Higgins JPT, Sterne JA, Savovic J, Page M, Hróbjartsson A, Boutron I. Revised Cochrane risk-of-bias tool for randomized trials (RoB 2). Cochrane Database Syst Rev. 2016;10(Suppl 1).
9.
Downs SH, Black N. The feasibility of creating a checklist for the assessment of the methodological quality both of randomised and non-randomised studies of health care interventions. J Epidemiol Community Health. 1998;52(6):377–384. http://www​.ncbi.nlm.nih​.gov/pmc/articles​/PMC1756728/pdf/v052p00377.pdf. Accessed 2019 Jan 14. [PMC free article: PMC1756728] [PubMed: 9764259]
10.
Liberati A, Altman DG, Tetzlaff J, et al. The PRISMA statement for reporting systematic reviews and meta-analyses of studies that evaluate health care interventions: explanation and elaboration.

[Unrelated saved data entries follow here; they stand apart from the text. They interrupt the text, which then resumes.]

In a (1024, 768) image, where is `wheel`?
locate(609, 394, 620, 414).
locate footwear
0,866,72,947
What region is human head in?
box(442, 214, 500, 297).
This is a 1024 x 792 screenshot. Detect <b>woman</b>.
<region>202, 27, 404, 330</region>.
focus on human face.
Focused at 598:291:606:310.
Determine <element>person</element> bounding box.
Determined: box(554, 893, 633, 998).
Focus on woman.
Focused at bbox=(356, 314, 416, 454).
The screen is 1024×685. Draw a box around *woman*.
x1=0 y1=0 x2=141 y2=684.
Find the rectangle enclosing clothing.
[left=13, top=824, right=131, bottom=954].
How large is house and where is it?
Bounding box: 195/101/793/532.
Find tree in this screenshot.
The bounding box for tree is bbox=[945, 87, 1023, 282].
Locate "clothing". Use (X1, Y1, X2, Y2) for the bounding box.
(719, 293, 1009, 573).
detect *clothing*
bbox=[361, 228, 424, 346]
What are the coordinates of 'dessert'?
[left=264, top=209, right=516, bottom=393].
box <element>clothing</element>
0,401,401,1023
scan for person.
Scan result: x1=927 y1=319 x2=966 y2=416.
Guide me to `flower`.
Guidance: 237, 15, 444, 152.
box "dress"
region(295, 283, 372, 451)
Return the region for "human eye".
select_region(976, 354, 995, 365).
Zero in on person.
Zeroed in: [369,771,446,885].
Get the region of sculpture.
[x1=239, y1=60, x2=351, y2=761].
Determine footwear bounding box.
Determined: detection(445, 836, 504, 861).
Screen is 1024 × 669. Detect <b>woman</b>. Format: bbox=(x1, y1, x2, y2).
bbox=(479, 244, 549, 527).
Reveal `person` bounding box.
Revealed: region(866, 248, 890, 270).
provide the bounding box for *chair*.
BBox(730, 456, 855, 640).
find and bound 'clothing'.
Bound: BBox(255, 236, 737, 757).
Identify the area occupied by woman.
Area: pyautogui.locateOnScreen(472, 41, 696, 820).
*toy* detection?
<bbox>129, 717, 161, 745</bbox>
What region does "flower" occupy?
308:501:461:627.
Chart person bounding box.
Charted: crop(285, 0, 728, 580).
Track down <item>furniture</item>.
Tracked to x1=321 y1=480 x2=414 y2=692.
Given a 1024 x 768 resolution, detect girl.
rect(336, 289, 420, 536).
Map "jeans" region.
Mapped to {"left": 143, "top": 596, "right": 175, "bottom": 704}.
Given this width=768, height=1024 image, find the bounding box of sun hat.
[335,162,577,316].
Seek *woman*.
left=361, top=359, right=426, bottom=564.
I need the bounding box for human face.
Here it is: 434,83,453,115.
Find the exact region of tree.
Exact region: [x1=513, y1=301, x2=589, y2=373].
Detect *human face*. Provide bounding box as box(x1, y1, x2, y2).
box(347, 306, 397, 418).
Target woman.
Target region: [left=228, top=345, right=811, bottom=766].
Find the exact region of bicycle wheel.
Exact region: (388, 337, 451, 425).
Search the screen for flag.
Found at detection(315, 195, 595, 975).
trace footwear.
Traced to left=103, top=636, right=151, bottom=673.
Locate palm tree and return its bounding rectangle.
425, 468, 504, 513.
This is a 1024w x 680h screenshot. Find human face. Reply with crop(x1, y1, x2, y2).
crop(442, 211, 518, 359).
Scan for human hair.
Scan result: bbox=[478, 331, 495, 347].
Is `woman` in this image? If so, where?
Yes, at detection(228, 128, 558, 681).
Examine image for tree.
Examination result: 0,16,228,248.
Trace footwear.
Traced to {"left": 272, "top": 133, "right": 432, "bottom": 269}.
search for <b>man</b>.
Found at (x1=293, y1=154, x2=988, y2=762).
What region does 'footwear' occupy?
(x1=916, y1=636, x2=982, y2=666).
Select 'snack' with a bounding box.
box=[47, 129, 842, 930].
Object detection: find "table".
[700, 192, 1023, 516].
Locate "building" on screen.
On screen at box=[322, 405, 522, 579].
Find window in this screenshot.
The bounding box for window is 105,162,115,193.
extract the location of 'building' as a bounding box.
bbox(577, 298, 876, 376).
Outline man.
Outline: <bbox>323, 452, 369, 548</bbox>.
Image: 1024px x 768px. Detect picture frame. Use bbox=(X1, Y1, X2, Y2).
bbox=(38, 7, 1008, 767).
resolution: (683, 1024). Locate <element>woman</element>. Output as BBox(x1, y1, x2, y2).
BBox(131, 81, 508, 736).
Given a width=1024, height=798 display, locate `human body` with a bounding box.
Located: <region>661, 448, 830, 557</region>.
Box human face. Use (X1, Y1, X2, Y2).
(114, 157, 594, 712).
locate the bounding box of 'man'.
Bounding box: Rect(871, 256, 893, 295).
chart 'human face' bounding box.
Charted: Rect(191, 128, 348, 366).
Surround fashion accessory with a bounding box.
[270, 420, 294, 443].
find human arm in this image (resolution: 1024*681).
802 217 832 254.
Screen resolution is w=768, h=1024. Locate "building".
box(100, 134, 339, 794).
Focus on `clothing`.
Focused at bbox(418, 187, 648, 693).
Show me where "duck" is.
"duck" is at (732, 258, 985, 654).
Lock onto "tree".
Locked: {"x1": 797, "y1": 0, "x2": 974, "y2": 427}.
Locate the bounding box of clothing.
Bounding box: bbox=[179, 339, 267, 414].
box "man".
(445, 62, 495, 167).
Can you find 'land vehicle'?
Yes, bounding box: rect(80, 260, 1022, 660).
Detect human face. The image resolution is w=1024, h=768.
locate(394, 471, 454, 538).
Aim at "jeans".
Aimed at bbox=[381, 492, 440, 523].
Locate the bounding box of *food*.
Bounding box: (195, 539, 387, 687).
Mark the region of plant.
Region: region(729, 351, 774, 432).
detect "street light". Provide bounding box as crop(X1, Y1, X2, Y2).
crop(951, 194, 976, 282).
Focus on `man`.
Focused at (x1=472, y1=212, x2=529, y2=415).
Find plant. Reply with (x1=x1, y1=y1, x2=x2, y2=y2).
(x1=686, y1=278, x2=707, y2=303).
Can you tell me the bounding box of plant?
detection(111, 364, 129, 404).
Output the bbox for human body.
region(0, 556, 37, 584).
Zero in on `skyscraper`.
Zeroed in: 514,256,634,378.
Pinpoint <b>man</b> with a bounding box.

J Clin Epidemiol. 2009;62(10):e1–e34. [PubMed: 19631507]
11.
Denissen KF, Janssen LM, Eussen SJ, et al. Delivery of nutritious meals to elderly receiving home care: feasibility and efectiveness. J Nutr Health Aging. 2017;21(4):370–380. [PubMed: 28346563]
12.
Thomas KS, Akobundu U, Dosa D. More than a meal? A randomized control trial comparing the effects of home-delivered meals programs on participants’ feelings of loneliness. J Gerontol B Psychol Sci Soc Sci. 2016;71(6):1049–1058. [PubMed: 26613620]
13.
Wright L, Vance L, Sudduth C, Epps JB. The Impact of a home-delivered meal program on nutritional risk, dietary intake, food security, loneliness, and social well-being. J Nutr Gerontol Geriatr. 2015;34(2):218–227. [PubMed: 26106989]

Appendix 1. Selection of Included Studies

Image app1f1

Appendix 2. Characteristics of Included Publications

Table 2. Characteristics of Included Primary3 Clinical Studies.

Table 2

Characteristics of Included Primary3 Clinical Studies.

Appendix 3. Critical Appraisal of Included Publications

Table 3. Strengths and Limitations of RCT using Cochrane RoB 2.

Table 3

Strengths and Limitations of RCT using Cochrane RoB 2.

Table 4. Strengths and Limitations of Non-Randomized Studies using Downs and Black Checklist.

Table 4

Strengths and Limitations of Non-Randomized Studies using Downs and Black Checklist.

Appendix 4. Main Study Findings and Authors’ Conclusions

Table 5. Summary of Findings of Included Primary Clinical Studies.

Table 5

Summary of Findings of Included Primary Clinical Studies.